"In reversing many of Obama’s keystone climate and environmental policies, Pruitt and Trump are conveniently ignoring these market signals in order to help out the fossil-fuel millionaires and billionaires who put them in office. Their actions could have disastrous consequences, not only for the climate but also for the global economy."Where are the economists on this? Oh, right -- talking about tax cuts and Fed rate hikes. Using Economist's View as my sample, I found no links whose title indicated it was about the stranded assets carbon bubble in the two weeks following publication of the above article by Carolyn Kormann in the New Yorker on October 19th. Zero.
I actually think that Kormann is unduly optimistic in her analysis. My suspicion is that there was already a massive carbon bubble prior to the 2016 election that was being wound down excruciatingly slowly. The election of the coal-guzzling orange groper stopped that winding-down in its tracks and ushered in a fossil-fueled feeding frenzy at The Last Chance Texaco.

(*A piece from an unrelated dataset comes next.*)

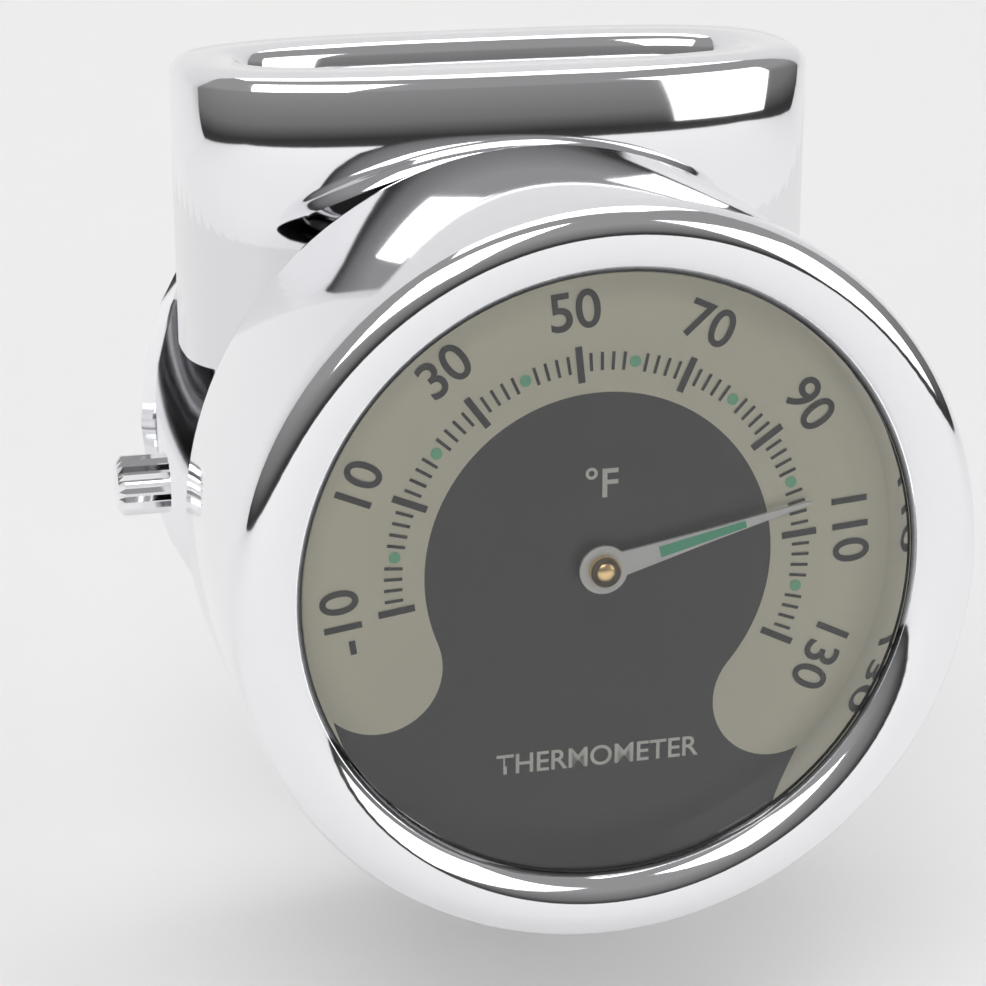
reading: 104 °F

And where are the economists?
Here is an interesting chart on coal prices:
ReplyDeletehttps://tradingeconomics.com/commodity/coal
“Historically, Coal reached an all time high of 139.05 in January of 2011 and a record low of 48.80 in January of 2016.”
It is almost back to $100 per metric ton. Of course this is the U.S. over the past few years. FRED provides a chart for the price of coal in Australia:
https://fred.stlouisfed.org/series/PCOALAUUSDM
Both suggests a Trump bump.
Regarding oil rather than coal, it has been at a lower price for several years quite dramatically from what it was for an extended period of time when the price exceeded $100 per barrel. It fell down into the $30 per barrel range for awhile, but has been creeping up since. It has risen recently quite steadily and noticeably, with Brent crude now around the $63-64 per barrel range, while West Texas Intermediate crude is in the $56-57 range, possibly stalled out.
ReplyDeleteSome of this may reflect the pickup in general world economic growth, with Europe finally getting out of its long stagnation in the past year or so (obviously all due to Donald Trump becoming president, of course [snark]). Rumors on the energy internet blogs is that there is also a supply-side aspect to that rise, driven by Saudi Arabia in particular holding down its production with a rumored goal of getting the price up to at least $70 per barrel. This is supposedly so that there will be a somewhat higher price out there to puff up the market value of the oil holdings of ARAMCO in anticipation of its IPO of 5% of its stock to the public coming up probably next year. They want a nice price for that to help out their budgetary problems, having to support so many princes and all, including those sitting in the Ritz-Carlton in Riyadh.
BTW, Bloomberg just had a report this evening that commodity prices are falling and so are oil prices somewhat, although that seems not as dramatic as what is going on with nickel prices. The supposed reason is a newly reported slowdown in Chinese economic growth. Could be. If so, well, MbS may have the trouble getting as much money as he would like for his upcoming ARAMCO IPO.